Many in startup land hear âdisciplineâ and picture corporate bureaucracy. Thatâs not what Iâm advocating for; rather, discipline as the practice of entrepreneurship, the healthy fundamentals required to build durable, compounding value with and for others. Intention, reason, behavior, and action must all align toward a chosen result. Itâs the craft of consistently doing the right things for the right reasons.
Value is not an inherent attribute of a Batman-founder, but an emergent property of practice: the systematic testing of character at the limits, where method meets principles.
Consider a familiar scenario: a startup stretches the truth (nicely put) about its platform being AI-powered to land a big customer. Is that a good outcome? Commercially, maybe yes. Is it disciplined? No, because the result rests on deception. If conduct contradicts the reality (or teamâs values), the inconsistency erodes trust and culture. Thatâs not discipline; itâs drift.
Conversely, one can do the right things for the right reasons and still lose a deal, perhaps a cheaper competitor grabs it.

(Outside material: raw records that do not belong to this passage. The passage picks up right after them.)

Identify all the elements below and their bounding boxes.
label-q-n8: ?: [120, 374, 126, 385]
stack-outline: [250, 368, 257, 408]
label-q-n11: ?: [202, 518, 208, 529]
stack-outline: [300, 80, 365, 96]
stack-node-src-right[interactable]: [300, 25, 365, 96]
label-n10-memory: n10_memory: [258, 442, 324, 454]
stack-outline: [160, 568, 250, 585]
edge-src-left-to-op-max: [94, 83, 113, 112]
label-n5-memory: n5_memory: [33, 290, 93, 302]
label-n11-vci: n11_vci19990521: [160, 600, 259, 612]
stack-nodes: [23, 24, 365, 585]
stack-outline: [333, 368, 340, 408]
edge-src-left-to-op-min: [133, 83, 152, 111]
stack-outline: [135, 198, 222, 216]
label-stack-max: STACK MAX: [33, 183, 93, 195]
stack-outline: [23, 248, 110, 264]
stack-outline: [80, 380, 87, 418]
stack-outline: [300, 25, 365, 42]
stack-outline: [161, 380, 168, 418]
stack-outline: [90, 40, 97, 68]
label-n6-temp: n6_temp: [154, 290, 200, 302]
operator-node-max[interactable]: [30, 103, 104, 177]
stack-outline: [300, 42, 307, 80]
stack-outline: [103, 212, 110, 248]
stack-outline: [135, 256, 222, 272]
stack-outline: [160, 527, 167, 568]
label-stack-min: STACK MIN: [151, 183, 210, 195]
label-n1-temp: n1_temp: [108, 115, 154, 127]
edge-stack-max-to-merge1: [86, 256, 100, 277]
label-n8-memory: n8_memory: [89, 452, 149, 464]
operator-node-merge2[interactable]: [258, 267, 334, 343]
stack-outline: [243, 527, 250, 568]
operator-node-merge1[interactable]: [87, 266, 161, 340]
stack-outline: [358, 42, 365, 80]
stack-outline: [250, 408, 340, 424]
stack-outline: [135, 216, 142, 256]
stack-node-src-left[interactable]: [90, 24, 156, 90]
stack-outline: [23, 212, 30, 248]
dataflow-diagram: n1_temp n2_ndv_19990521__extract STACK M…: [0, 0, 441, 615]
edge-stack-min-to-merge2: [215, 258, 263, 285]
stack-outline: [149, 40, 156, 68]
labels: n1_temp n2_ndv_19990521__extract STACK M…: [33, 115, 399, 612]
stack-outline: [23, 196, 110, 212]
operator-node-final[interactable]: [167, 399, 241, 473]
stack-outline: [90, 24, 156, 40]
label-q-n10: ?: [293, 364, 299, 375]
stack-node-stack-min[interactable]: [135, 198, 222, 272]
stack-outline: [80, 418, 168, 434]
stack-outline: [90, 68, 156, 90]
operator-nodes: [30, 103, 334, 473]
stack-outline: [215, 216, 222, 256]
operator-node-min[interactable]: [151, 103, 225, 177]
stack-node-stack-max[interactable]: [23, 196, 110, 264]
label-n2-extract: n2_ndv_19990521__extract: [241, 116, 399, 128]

Was that miss caused by discipline? Of course not. Discipline doesnât guarantee favorable outcomes; it builds a repeatable way of operating that connects the decision to found one or more startups with the lifelong destination of becoming a great founder.
A final nuance: some argue that ethics has little to do with startups (âmove fast and break thingsâ, says Mark Zuckerberg), that âthere is one and only one social responsibility of business - to use its resources and engage in activities designed to increase its profitsâ, as economist Milton Friedman argued in his book Capitalism and Freedom.
If weâre going to quote Friedman, letâs do it fully: ââŠso long as it stays within the rules of the game, which is to say, engages in open and free competition without deception or fraud.â
Nobody is perfect, least of all startup founders (not even Batman). For some of us, entrepreneurship becomes a lifelong practice of self-realization. Itâs less about chasing unicorn status and more about the discipline of creating (repeatable) value by honing our strengths and character in service of others.
That is the work. That is the way. Thatâs why we are Batmen and Batwomen.